The cobbler of Leh makes hay while the sun shines on Ladakh

He sits amid a pile of shoes watching the world go by.

By Michael Gebicki
A brush with life:  The cobbler.

A brush with life: The cobbler.

He sits cross-legged on the side of Old Fort Road, under a plastic tarpaulin that prevents him from seeing the Sankar Monastery that crowns the hilltop above Leh, the capital of Ladakh, high in India's trans-Himalayan region. A slight man with a big moustache, he is a busy island surrounded by brushes, twine, polishes, spare soles and needles. Whether it's a hiking boot distressed from a punishing trek among the peaks of this high altitude desert or a plastic sandal, there is no footwear he cannot mend, renew or re-stitch.

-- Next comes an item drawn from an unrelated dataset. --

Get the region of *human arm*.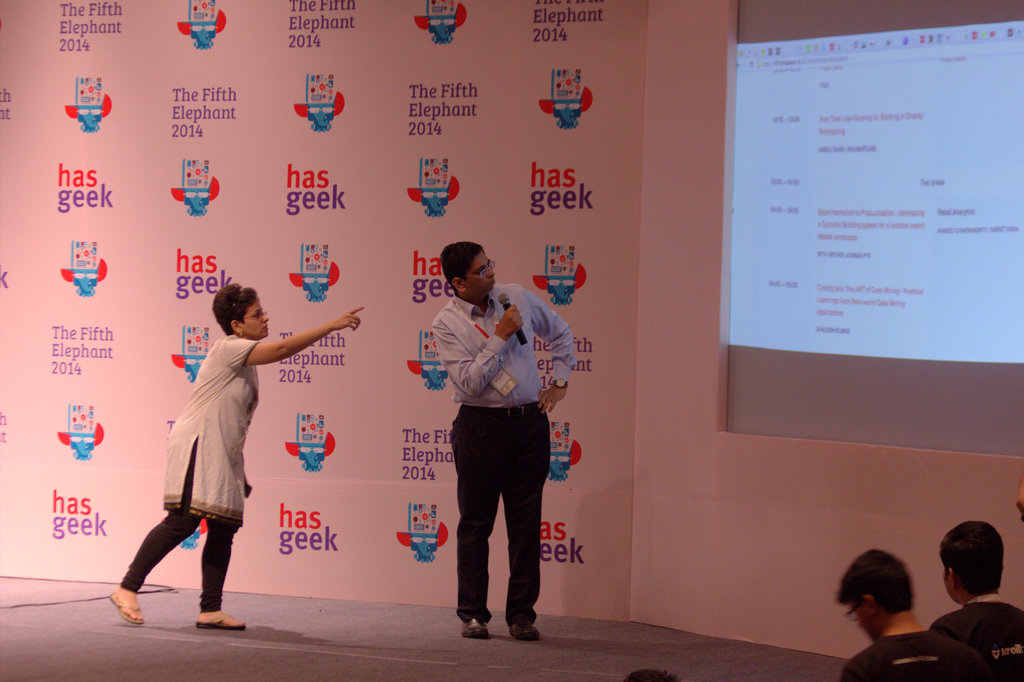
[225,323,349,379].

I've come to him with my motorbike boots, which are caked with oil, dust and grime from 10 days riding an Indian-built Royal Enfield across the Himalayas, and badly in need of salvation. "No problem," he tells me. He comes from Rajasthan, another desert state of India, from a small village out near Bikaner, close to the Pakistan border. He makes 2000 rupees a day, the Tibetan woman who sits next to him tells me, about $40, which is a tidy sum for a manual worker in rural India. She comes from Dharamsala, near the headquarters of the exiled Dalai Lama, stays here for the summers, selling beads and necklaces that she threads as we chat. She's tried three times to get a visa to enter the United States but she's been rejected each time. Karma, she tells me, it's not going to work out for her. Today the cobbler is joined by his infant daughter who is unbearably cute. When I sit down in the wonky plastic chair that he belts with a rag to shift the dust she cuddles up against me, infinitely trusting.

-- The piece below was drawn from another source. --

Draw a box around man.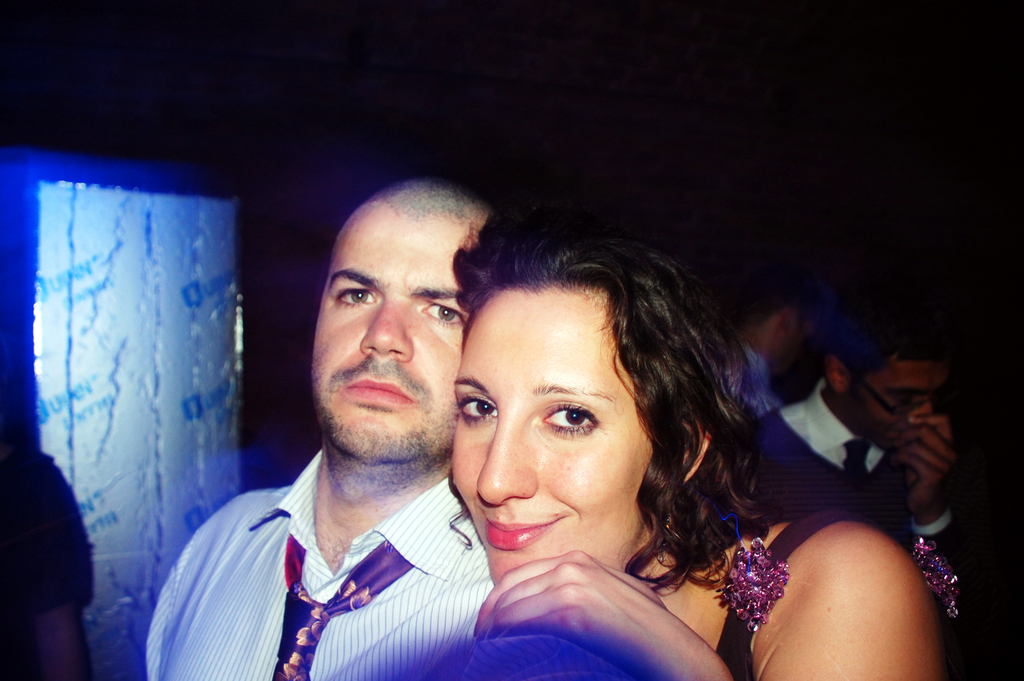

Four children he tells me, holding up fingers. She's the youngest. His is a sociable occupation and he is witness to all the comings and goings of Old Fort Road. A cow wanders past chewing on a cardboard box. Further down the hill a girl mounts a bike for the first time and careers down the slope for a few metres before she falls off, shrieking with laughter despite the whizzing cars that threaten disaster for a novice cyclist. Up the road there's a commotion. Glass shatters as a pane breaks in a Tibetan curio shop. A crowd gathers and I wander up. There's shouting inside the shop, the sounds of a scuffle. Eventually a thickset Ladakhi man emerges with his T-shirt in tatters, blood smeared across his back, mouth red with the stuff. He addresses the crowd, looking for supporters. Another man emerges from the shop and pulls down the metal shutters, shop closed. Two women police officers are enforcing the one-way rule at a traffic barrier just up the road but show no sign of interfering.

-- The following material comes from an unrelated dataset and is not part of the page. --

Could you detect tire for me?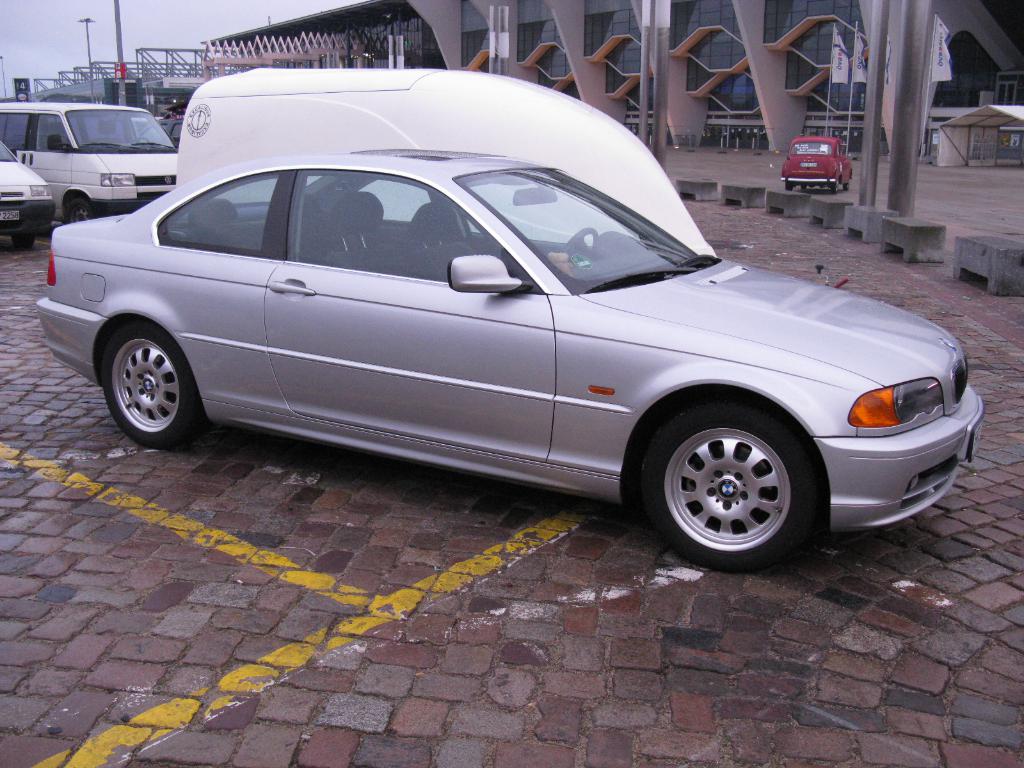
Detection result: 106, 325, 200, 448.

When I return the cobbler has finished cleaning and blacking my boots and now he's applying a white paste, all natural he tells me, and buffing them until they gleam like new. The price is 150 rupees, $3. I tip him another dollar. "Jule, jule," thanks, he says. He's going to have a good day, but then it's a short season when the tourists are around, before bitter winter catches Ladakh by the throat, and he has to make hay while the sun shines.